Starting sometime in the wee hours of Monday morning, a virus author controlling a large army of zombie machines started a massive propagation campaign, sending hundreds of thousands of messages to myriad targets on the Internet. Besides their binary payload, the messages had one crucial thing in common:
Their headers were forged to appear as though they’d originated from the company of my employ - from a randomly generated username (usually invalid) at my company’s domain.
As these messages reached their targets, immense numbers were rejected or bounced. They “returned” to their apparent port of origin. Us.
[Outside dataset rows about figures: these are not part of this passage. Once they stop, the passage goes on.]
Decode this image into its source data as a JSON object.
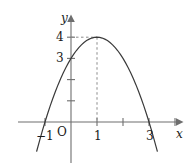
{
  "chart_data": {
    "type": "line",
    "title": "",
    "subtitle": "",
    "xlabel": "x",
    "ylabel": "y",
    "xlim": [
      -1.9,
      4.2
    ],
    "ylim": [
      -2.0,
      5.2
    ],
    "grid": false,
    "legend": null,
    "function": "y = -(x - 1)^2 + 4",
    "x_ticks": [
      {
        "value": -1,
        "label": "−1"
      },
      {
        "value": 1,
        "label": "1"
      },
      {
        "value": 2,
        "label": ""
      },
      {
        "value": 3,
        "label": "3"
      },
      {
        "value": 4,
        "label": ""
      }
    ],
    "y_ticks": [
      {
        "value": 1,
        "label": ""
      },
      {
        "value": 2,
        "label": ""
      },
      {
        "value": 3,
        "label": "3"
      },
      {
        "value": 4,
        "label": "4"
      }
    ],
    "origin_label": "O",
    "annotations": [
      {
        "name": "vertex",
        "x": 1,
        "y": 4,
        "style": "dashed-guides"
      },
      {
        "name": "y-intercept",
        "x": 0,
        "y": 3
      },
      {
        "name": "root-left",
        "x": -1,
        "y": 0
      },
      {
        "name": "root-right",
        "x": 3,
        "y": 0
      }
    ],
    "series": [
      {
        "name": "parabola",
        "color": "#3a3a3a",
        "x": [
          -1.32,
          -1.2,
          -1.1,
          -1.0,
          -0.9,
          -0.8,
          -0.7,
          -0.6,
          -0.5,
          -0.4,
          -0.3,
          -0.2,
          -0.1,
          0.0,
          0.1,
          0.2,
          0.3,
          0.4,
          0.5,
          0.6,
          0.7,
          0.8,
          0.9,
          1.0,
          1.1,
          1.2,
          1.3,
          1.4,
          1.5,
          1.6,
          1.7,
          1.8,
          1.9,
          2.0,
          2.1,
          2.2,
          2.3,
          2.4,
          2.5,
          2.6,
          2.7,
          2.8,
          2.9,
          3.0,
          3.1,
          3.2,
          3.3,
          3.32
        ],
        "y": [
          -1.38,
          -0.84,
          -0.41,
          0.0,
          0.39,
          0.76,
          1.11,
          1.44,
          1.75,
          2.04,
          2.31,
          2.56,
          2.79,
          3.0,
          3.19,
          3.36,
          3.51,
          3.64,
          3.75,
          3.84,
          3.91,
          3.96,
          3.99,
          4.0,
          3.99,
          3.96,
          3.91,
          3.84,
          3.75,
          3.64,
          3.51,
          3.36,
          3.19,
          3.0,
          2.79,
          2.56,
          2.31,
          2.04,
          1.75,
          1.44,
          1.11,
          0.76,
          0.39,
          0.0,
          -0.41,
          -0.84,
          -1.29,
          -1.38
        ]
      }
    ]
  },
  "axes": {
    "x_axis_name": "x",
    "y_axis_name": "y",
    "origin": "O"
  },
  "colors": {
    "curve": "#3a3a3a",
    "axis": "#6e6e6e",
    "guide": "#8a8a8a",
    "text": "#1a1a1a",
    "background": "#ffffff"
  }
}
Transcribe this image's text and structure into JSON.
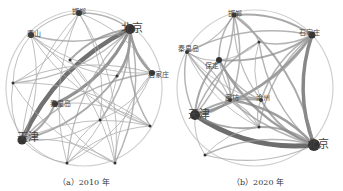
{
  "panels": [
    {
      "id": "a",
      "caption": "（a）2010 年",
      "center": [
        84,
        88
      ],
      "radius": 78,
      "nodes": [
        {
          "name": "邯郸",
          "x": 79,
          "y": 13,
          "label": true,
          "size": 6,
          "lx": 72,
          "ly": 14
        },
        {
          "name": "唐山",
          "x": 31,
          "y": 35,
          "label": true,
          "size": 6,
          "lx": 27,
          "ly": 36
        },
        {
          "name": "北京",
          "x": 130,
          "y": 29,
          "label": true,
          "size": 10,
          "lx": 121,
          "ly": 32
        },
        {
          "name": "石家庄",
          "x": 152,
          "y": 73,
          "label": true,
          "size": 6,
          "lx": 148,
          "ly": 77
        },
        {
          "name": "",
          "x": 13,
          "y": 83,
          "label": false,
          "size": 3
        },
        {
          "name": "秦皇岛",
          "x": 55,
          "y": 104,
          "label": true,
          "size": 6,
          "lx": 50,
          "ly": 106
        },
        {
          "name": "天津",
          "x": 22,
          "y": 140,
          "label": true,
          "size": 9,
          "lx": 17,
          "ly": 141
        },
        {
          "name": "",
          "x": 70,
          "y": 60,
          "label": false,
          "size": 3
        },
        {
          "name": "",
          "x": 117,
          "y": 76,
          "label": false,
          "size": 3
        },
        {
          "name": "",
          "x": 100,
          "y": 120,
          "label": false,
          "size": 3
        },
        {
          "name": "",
          "x": 150,
          "y": 126,
          "label": false,
          "size": 3
        },
        {
          "name": "",
          "x": 115,
          "y": 163,
          "label": false,
          "size": 3
        },
        {
          "name": "",
          "x": 67,
          "y": 163,
          "label": false,
          "size": 3
        }
      ],
      "edges": [
        [
          2,
          6,
          4.5
        ],
        [
          2,
          5,
          3
        ],
        [
          2,
          3,
          2.5
        ],
        [
          2,
          8,
          2.5
        ],
        [
          2,
          0,
          1.5
        ],
        [
          2,
          1,
          1.5
        ],
        [
          2,
          7,
          2
        ],
        [
          2,
          9,
          1.5
        ],
        [
          2,
          10,
          1.5
        ],
        [
          2,
          11,
          1.5
        ],
        [
          2,
          12,
          1.2
        ],
        [
          2,
          4,
          1.2
        ],
        [
          6,
          5,
          2
        ],
        [
          6,
          3,
          1.5
        ],
        [
          6,
          8,
          2
        ],
        [
          6,
          0,
          1
        ],
        [
          6,
          1,
          1
        ],
        [
          6,
          4,
          1
        ],
        [
          6,
          12,
          1
        ],
        [
          6,
          11,
          1
        ],
        [
          6,
          9,
          1
        ],
        [
          6,
          10,
          1
        ],
        [
          3,
          0,
          1
        ],
        [
          3,
          1,
          1
        ],
        [
          3,
          4,
          1.2
        ],
        [
          3,
          12,
          1
        ],
        [
          3,
          11,
          1
        ],
        [
          3,
          9,
          1
        ],
        [
          0,
          1,
          1.2
        ],
        [
          0,
          4,
          1
        ],
        [
          0,
          12,
          1
        ],
        [
          0,
          11,
          1
        ],
        [
          1,
          4,
          1
        ],
        [
          1,
          11,
          1
        ],
        [
          1,
          10,
          1
        ],
        [
          4,
          10,
          1
        ],
        [
          4,
          11,
          1
        ],
        [
          12,
          10,
          1
        ],
        [
          7,
          10,
          1
        ],
        [
          5,
          10,
          1
        ],
        [
          9,
          12,
          1
        ],
        [
          8,
          12,
          1
        ],
        [
          5,
          11,
          1
        ],
        [
          7,
          11,
          1
        ],
        [
          1,
          8,
          1
        ],
        [
          0,
          9,
          1
        ]
      ]
    },
    {
      "id": "b",
      "caption": "（b）2020 年",
      "center": [
        255,
        88
      ],
      "radius": 78,
      "nodes": [
        {
          "name": "邯郸",
          "x": 234,
          "y": 15,
          "label": true,
          "size": 5,
          "lx": 228,
          "ly": 16
        },
        {
          "name": "石家庄",
          "x": 312,
          "y": 35,
          "label": true,
          "size": 7,
          "lx": 299,
          "ly": 35
        },
        {
          "name": "",
          "x": 259,
          "y": 42,
          "label": false,
          "size": 3
        },
        {
          "name": "秦皇岛",
          "x": 187,
          "y": 52,
          "label": true,
          "size": 4,
          "lx": 178,
          "ly": 51
        },
        {
          "name": "保定",
          "x": 219,
          "y": 60,
          "label": true,
          "size": 6,
          "lx": 205,
          "ly": 68
        },
        {
          "name": "廊坊",
          "x": 230,
          "y": 100,
          "label": true,
          "size": 4,
          "lx": 225,
          "ly": 100
        },
        {
          "name": "沧州",
          "x": 261,
          "y": 100,
          "label": true,
          "size": 4,
          "lx": 256,
          "ly": 100
        },
        {
          "name": "天津",
          "x": 195,
          "y": 115,
          "label": true,
          "size": 10,
          "lx": 188,
          "ly": 118
        },
        {
          "name": "",
          "x": 259,
          "y": 127,
          "label": false,
          "size": 3
        },
        {
          "name": "北京",
          "x": 314,
          "y": 145,
          "label": true,
          "size": 12,
          "lx": 307,
          "ly": 148
        },
        {
          "name": "",
          "x": 205,
          "y": 155,
          "label": false,
          "size": 3
        }
      ],
      "edges": [
        [
          7,
          9,
          5
        ],
        [
          9,
          1,
          3.5
        ],
        [
          7,
          1,
          2.5
        ],
        [
          9,
          4,
          2.5
        ],
        [
          9,
          5,
          2.5
        ],
        [
          9,
          6,
          2
        ],
        [
          9,
          0,
          2
        ],
        [
          9,
          3,
          1.5
        ],
        [
          9,
          8,
          2
        ],
        [
          9,
          2,
          1.5
        ],
        [
          9,
          10,
          1.5
        ],
        [
          7,
          4,
          2
        ],
        [
          7,
          5,
          2
        ],
        [
          7,
          6,
          2
        ],
        [
          7,
          0,
          1.5
        ],
        [
          7,
          3,
          1.5
        ],
        [
          7,
          8,
          2
        ],
        [
          7,
          2,
          1.5
        ],
        [
          1,
          0,
          2
        ],
        [
          1,
          4,
          2
        ],
        [
          1,
          3,
          1.5
        ],
        [
          1,
          5,
          1.5
        ],
        [
          1,
          6,
          1.5
        ],
        [
          1,
          2,
          1.5
        ],
        [
          1,
          8,
          1.5
        ],
        [
          0,
          3,
          1.2
        ],
        [
          0,
          4,
          1.5
        ],
        [
          0,
          5,
          1.5
        ],
        [
          0,
          6,
          1.2
        ],
        [
          0,
          2,
          1.2
        ],
        [
          3,
          4,
          1.2
        ],
        [
          3,
          5,
          1.2
        ],
        [
          3,
          6,
          1
        ],
        [
          4,
          5,
          1.5
        ],
        [
          4,
          6,
          1.5
        ],
        [
          5,
          6,
          1.5
        ],
        [
          4,
          8,
          1.2
        ],
        [
          5,
          8,
          1.2
        ],
        [
          6,
          8,
          1.2
        ],
        [
          10,
          8,
          1
        ],
        [
          10,
          9,
          1.2
        ],
        [
          10,
          7,
          1
        ],
        [
          3,
          8,
          1
        ],
        [
          2,
          4,
          1
        ],
        [
          2,
          6,
          1
        ]
      ]
    }
  ]
}
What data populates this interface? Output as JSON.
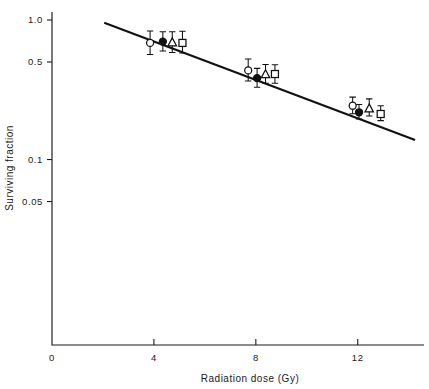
{
  "chart_data": {
    "type": "scatter",
    "title": "",
    "xlabel": "Radiation dose (Gy)",
    "ylabel": "Surviving fraction",
    "yscale": "log",
    "xlim": [
      0,
      14.6
    ],
    "ylim": [
      0.02,
      1.15
    ],
    "xticks": [
      0,
      4,
      8,
      12
    ],
    "xtick_labels": [
      "0",
      "4",
      "8",
      "12"
    ],
    "yticks": [
      1.0,
      0.5,
      0.1,
      0.05
    ],
    "ytick_labels": [
      "1.0",
      "0.5",
      "0.1",
      "0.05"
    ],
    "grid": false,
    "legend": "none",
    "series": [
      {
        "name": "open-circle",
        "marker": "circle-open",
        "points": [
          {
            "x": 3.85,
            "y": 0.685,
            "yerr_low": 0.565,
            "yerr_high": 0.835
          },
          {
            "x": 7.7,
            "y": 0.435,
            "yerr_low": 0.365,
            "yerr_high": 0.525
          },
          {
            "x": 11.8,
            "y": 0.243,
            "yerr_low": 0.213,
            "yerr_high": 0.28
          }
        ]
      },
      {
        "name": "filled-circle",
        "marker": "circle-filled",
        "points": [
          {
            "x": 4.35,
            "y": 0.7,
            "yerr_low": 0.6,
            "yerr_high": 0.825
          },
          {
            "x": 8.05,
            "y": 0.383,
            "yerr_low": 0.33,
            "yerr_high": 0.45
          },
          {
            "x": 12.05,
            "y": 0.218,
            "yerr_low": 0.195,
            "yerr_high": 0.248
          }
        ]
      },
      {
        "name": "open-triangle",
        "marker": "triangle-open",
        "points": [
          {
            "x": 4.72,
            "y": 0.69,
            "yerr_low": 0.585,
            "yerr_high": 0.825
          },
          {
            "x": 8.38,
            "y": 0.408,
            "yerr_low": 0.352,
            "yerr_high": 0.48
          },
          {
            "x": 12.45,
            "y": 0.232,
            "yerr_low": 0.205,
            "yerr_high": 0.272
          }
        ]
      },
      {
        "name": "open-square",
        "marker": "square-open",
        "points": [
          {
            "x": 5.12,
            "y": 0.685,
            "yerr_low": 0.58,
            "yerr_high": 0.83
          },
          {
            "x": 8.75,
            "y": 0.41,
            "yerr_low": 0.352,
            "yerr_high": 0.478
          },
          {
            "x": 12.9,
            "y": 0.212,
            "yerr_low": 0.19,
            "yerr_high": 0.243
          }
        ]
      }
    ],
    "fit_line": {
      "name": "regression-line",
      "x_start": 2.05,
      "y_start": 0.955,
      "x_end": 14.25,
      "y_end": 0.138
    }
  },
  "axes": {
    "x_title": "Radiation dose (Gy)",
    "y_title": "Surviving fraction"
  }
}
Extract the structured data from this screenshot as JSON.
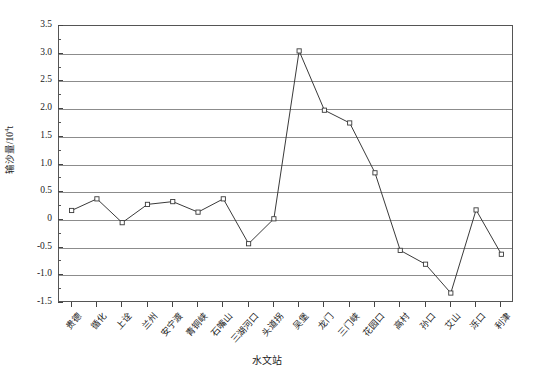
{
  "chart_data": {
    "type": "line",
    "title": "",
    "xlabel": "水文站",
    "ylabel": "输沙量/10⁴t",
    "ylabel_main": "输沙量/10",
    "ylabel_sup": "4",
    "ylabel_unit": "t",
    "ylim": [
      -1.5,
      3.5
    ],
    "ytick_values": [
      3.5,
      3.0,
      2.5,
      2.0,
      1.5,
      1.0,
      0.5,
      0,
      -0.5,
      -1.0,
      -1.5
    ],
    "ytick_labels": [
      "3.5",
      "3.0",
      "2.5",
      "2.0",
      "1.5",
      "1.0",
      "0.5",
      "0",
      "-0.5",
      "-1.0",
      "-1.5"
    ],
    "grid": true,
    "grid_axis": "y",
    "legend": false,
    "marker": "open-square",
    "line_color": "#3a3a3a",
    "grid_color": "#8c8c8c",
    "categories": [
      "贵德",
      "循化",
      "上诠",
      "兰州",
      "安宁渡",
      "青铜峡",
      "石嘴山",
      "三湖河口",
      "头道拐",
      "吴堡",
      "龙门",
      "三门峡",
      "花园口",
      "高村",
      "孙口",
      "艾山",
      "泺口",
      "利津"
    ],
    "values": [
      0.17,
      0.38,
      -0.05,
      0.28,
      0.33,
      0.14,
      0.38,
      -0.43,
      0.02,
      3.05,
      1.98,
      1.75,
      0.85,
      -0.55,
      -0.8,
      -1.32,
      0.18,
      -0.62
    ]
  }
}
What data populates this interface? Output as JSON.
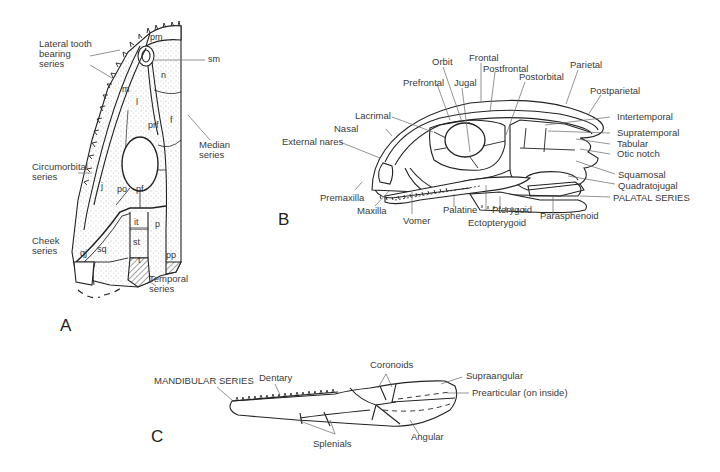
{
  "figure": {
    "panels": [
      {
        "id": "A",
        "label": "A",
        "description": "Dorsal view of skull, half"
      },
      {
        "id": "B",
        "label": "B",
        "description": "Lateral view of skull"
      },
      {
        "id": "C",
        "label": "C",
        "description": "Lateral view of lower jaw"
      }
    ],
    "panel_a": {
      "series_labels": {
        "lateral": "Lateral tooth bearing series",
        "lateral_lines": [
          "Lateral tooth",
          "bearing",
          "series"
        ],
        "median_lines": [
          "Median",
          "series"
        ],
        "circumorbital_lines": [
          "Circumorbital",
          "series"
        ],
        "cheek_lines": [
          "Cheek",
          "series"
        ],
        "temporal_lines": [
          "Temporal",
          "series"
        ]
      },
      "bone_abbrevs": {
        "pm": "pm",
        "sm": "sm",
        "n": "n",
        "m": "m",
        "l": "l",
        "prf": "prf",
        "f": "f",
        "j": "j",
        "po": "po",
        "pf": "pf",
        "it": "it",
        "p": "p",
        "st": "st",
        "t": "t",
        "pp": "pp",
        "qj": "qj",
        "sq": "sq"
      }
    },
    "panel_b": {
      "labels": {
        "orbit": "Orbit",
        "frontal": "Frontal",
        "postfrontal": "Postfrontal",
        "prefrontal": "Prefrontal",
        "jugal": "Jugal",
        "postorbital": "Postorbital",
        "parietal": "Parietal",
        "postparietal": "Postparietal",
        "lacrimal": "Lacrimal",
        "nasal": "Nasal",
        "external_nares": "External nares",
        "intertemporal": "Intertemporal",
        "supratemporal": "Supratemporal",
        "tabular": "Tabular",
        "otic_notch": "Otic notch",
        "squamosal": "Squamosal",
        "quadratojugal": "Quadratojugal",
        "palatal_series": "PALATAL SERIES",
        "premaxilla": "Premaxilla",
        "maxilla": "Maxilla",
        "vomer": "Vomer",
        "palatine": "Palatine",
        "pterygoid": "Pterygoid",
        "ectopterygoid": "Ectopterygoid",
        "parasphenoid": "Parasphenoid"
      }
    },
    "panel_c": {
      "labels": {
        "mandibular_series": "MANDIBULAR SERIES",
        "dentary": "Dentary",
        "coronoids": "Coronoids",
        "supraangular": "Supraangular",
        "prearticular": "Prearticular (on inside)",
        "angular": "Angular",
        "splenials": "Splenials"
      }
    }
  }
}
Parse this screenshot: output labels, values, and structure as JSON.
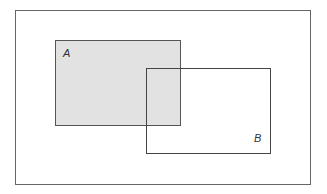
{
  "diagram": {
    "type": "venn-rectangles",
    "universe": {
      "x": 15,
      "y": 10,
      "width": 295,
      "height": 174,
      "stroke": "#666666"
    },
    "sets": [
      {
        "label": "A",
        "x": 55,
        "y": 40,
        "width": 125,
        "height": 85,
        "fill": "#e2e2e2",
        "stroke": "#555555",
        "label_x": 63,
        "label_y": 57,
        "shaded": true
      },
      {
        "label": "B",
        "x": 146,
        "y": 68,
        "width": 124,
        "height": 85,
        "fill": "none",
        "stroke": "#444444",
        "label_x": 254,
        "label_y": 142,
        "shaded": false
      }
    ]
  }
}
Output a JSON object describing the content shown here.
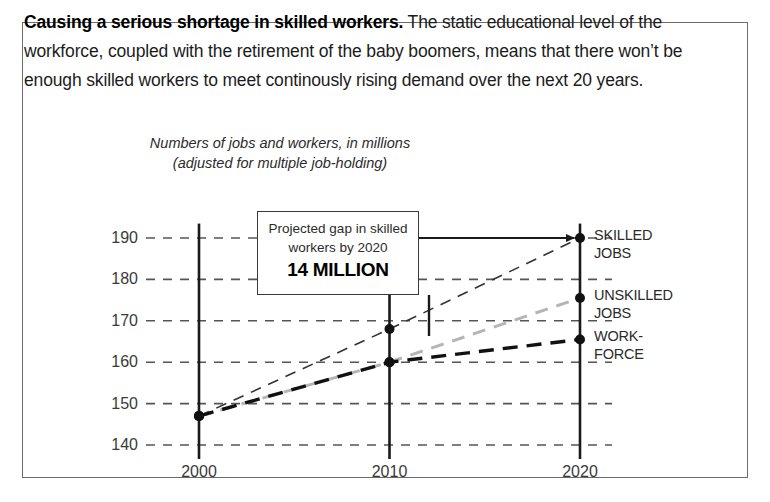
{
  "blurb": {
    "lead": "Causing a serious shortage in skilled workers.",
    "body": " The static educational level of the workforce, coupled with the retirement of the baby boomers, means that there won’t be enough skilled workers to meet continously rising demand over the next 20 years."
  },
  "callout": {
    "line1": "Projected gap in skilled",
    "line2": "workers by 2020",
    "value": "14 MILLION"
  },
  "chart_data": {
    "type": "line",
    "title": "Numbers of jobs and workers, in millions",
    "subtitle": "(adjusted for multiple job-holding)",
    "xlabel": "",
    "ylabel": "",
    "x": [
      2000,
      2010,
      2020
    ],
    "xticklabels": [
      "2000",
      "2010",
      "2020"
    ],
    "yticks": [
      140,
      150,
      160,
      170,
      180,
      190
    ],
    "yticklabels": [
      "140",
      "150",
      "160",
      "170",
      "180",
      "190"
    ],
    "ylim": [
      138,
      193
    ],
    "xlim": [
      1997,
      2021
    ],
    "grid": "horizontal-dashed",
    "legend": "right-of-axes",
    "series": [
      {
        "name": "SKILLED\nJOBS",
        "label_line1": "SKILLED",
        "label_line2": "JOBS",
        "values": [
          147,
          168,
          190
        ],
        "style": "dashed",
        "color": "#333333",
        "width": 1.6
      },
      {
        "name": "UNSKILLED\nJOBS",
        "label_line1": "UNSKILLED",
        "label_line2": "JOBS",
        "values": [
          147,
          160,
          175.5
        ],
        "style": "dashed",
        "color": "#b5b5b5",
        "width": 3.0
      },
      {
        "name": "WORK-\nFORCE",
        "label_line1": "WORK-",
        "label_line2": "FORCE",
        "values": [
          147,
          160,
          165.5
        ],
        "style": "dashed",
        "color": "#111111",
        "width": 3.4
      }
    ],
    "annotations": [
      {
        "name": "gap-arrow",
        "text": "",
        "from": [
          2010.0,
          190
        ],
        "to": [
          2020,
          190
        ],
        "style": "solid-arrow"
      }
    ]
  }
}
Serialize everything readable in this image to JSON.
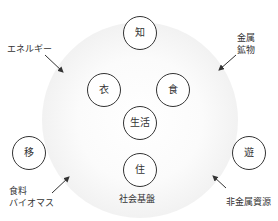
{
  "diagram": {
    "outer_circle": {
      "label": "社会基盤"
    },
    "center": {
      "label": "生活"
    },
    "nodes": [
      {
        "id": "chi",
        "label": "知"
      },
      {
        "id": "i",
        "label": "衣"
      },
      {
        "id": "shoku",
        "label": "食"
      },
      {
        "id": "i_move",
        "label": "移"
      },
      {
        "id": "yu",
        "label": "遊"
      },
      {
        "id": "ju",
        "label": "住"
      }
    ],
    "inputs": [
      {
        "id": "energy",
        "label": "エネルギー"
      },
      {
        "id": "metal",
        "line1": "金属",
        "line2": "鉱物"
      },
      {
        "id": "food",
        "line1": "食料",
        "line2": "バイオマス"
      },
      {
        "id": "nonmetal",
        "label": "非金属資源"
      }
    ]
  }
}
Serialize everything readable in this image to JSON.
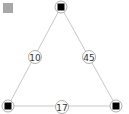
{
  "corner_swatch": {
    "color": "#a8a8a8"
  },
  "graph": {
    "nodes": [
      {
        "id": "top",
        "x": 61,
        "y": 7
      },
      {
        "id": "bottom-left",
        "x": 8,
        "y": 106
      },
      {
        "id": "bottom-right",
        "x": 116,
        "y": 106
      }
    ],
    "edges": [
      {
        "from": "top",
        "to": "bottom-left",
        "label": "10",
        "lx": 35,
        "ly": 57
      },
      {
        "from": "top",
        "to": "bottom-right",
        "label": "45",
        "lx": 89,
        "ly": 57
      },
      {
        "from": "bottom-left",
        "to": "bottom-right",
        "label": "17",
        "lx": 62,
        "ly": 107
      }
    ],
    "colors": {
      "edge": "#c8c8c8",
      "node_fill": "#000000",
      "circle_stroke": "#999999"
    }
  }
}
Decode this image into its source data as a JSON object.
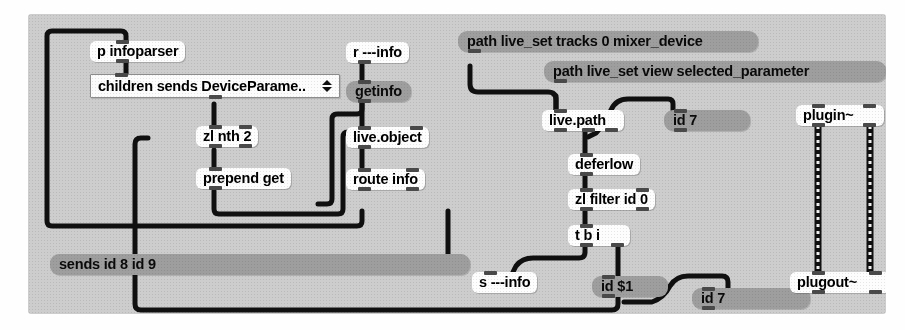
{
  "app": {
    "kind": "max-msp-patcher",
    "canvas_color": "#cdcdcd",
    "object_box_color": "#fdfdfd",
    "message_box_color": "#9e9e9e",
    "cable_color": "#101010"
  },
  "objects": {
    "p_infoparser": {
      "text": "p infoparser"
    },
    "umenu": {
      "value": "children sends DeviceParame..",
      "arrow_up": "▲",
      "arrow_down": "▼"
    },
    "zl_nth_2": {
      "text": "zl nth 2"
    },
    "prepend_get": {
      "text": "prepend get"
    },
    "r_info": {
      "text": "r ---info"
    },
    "getinfo": {
      "text": "getinfo"
    },
    "live_object": {
      "text": "live.object"
    },
    "route_info": {
      "text": "route info"
    },
    "sends_id_8_id_9": {
      "text": "sends id 8 id 9"
    },
    "path_mixer_device": {
      "text": "path live_set tracks 0 mixer_device"
    },
    "path_selected_param": {
      "text": "path live_set view selected_parameter"
    },
    "live_path": {
      "text": "live.path"
    },
    "id_7_top": {
      "text": "id 7"
    },
    "deferlow": {
      "text": "deferlow"
    },
    "zl_filter_id_0": {
      "text": "zl filter id 0"
    },
    "t_b_i": {
      "text": "t b i"
    },
    "s_info": {
      "text": "s ---info"
    },
    "id_dollar1": {
      "text": "id $1"
    },
    "id_7_bottom": {
      "text": "id 7"
    },
    "plugin": {
      "text": "plugin~"
    },
    "plugout": {
      "text": "plugout~"
    }
  }
}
Even though our inbound mail server is a buffed dual-Xeon 2GB spam-processing machine, it quickly developed a backlog of over 90,000 messages. All “legitimate” - because they were bounces, not actual spam or viruses. From myriad IP addresses, because the originating spam campaign had myriad targets.
In the end, we built a script snippet that would delete any bounce messages - related to the given storm surge or not. First pass took 20 minutes and deleted over 43,000 messages from the backlog. A tweak, another run, and 15,000 more were gone. Two hours, several passes, and no more surges later, we’d caught up.
More than anything, this simply reminds me that there’s a shadow war on the Internet - one that most users rarely see the depths of. spambots, virus campaigns, zombie armies, cancelbots, incessant probes, firewalls, VPNs, virus filters, spam filters… there will come a time when this overhead becomes too burdensome to do business online. Not sure what will happen, then. The Internet shares part of the UNIX philosophy, in that it “doesn’t prevent you from stupid things, so as not to prevent you from doing clever things”. But the stupid is growing, and doing its best to eat the clever.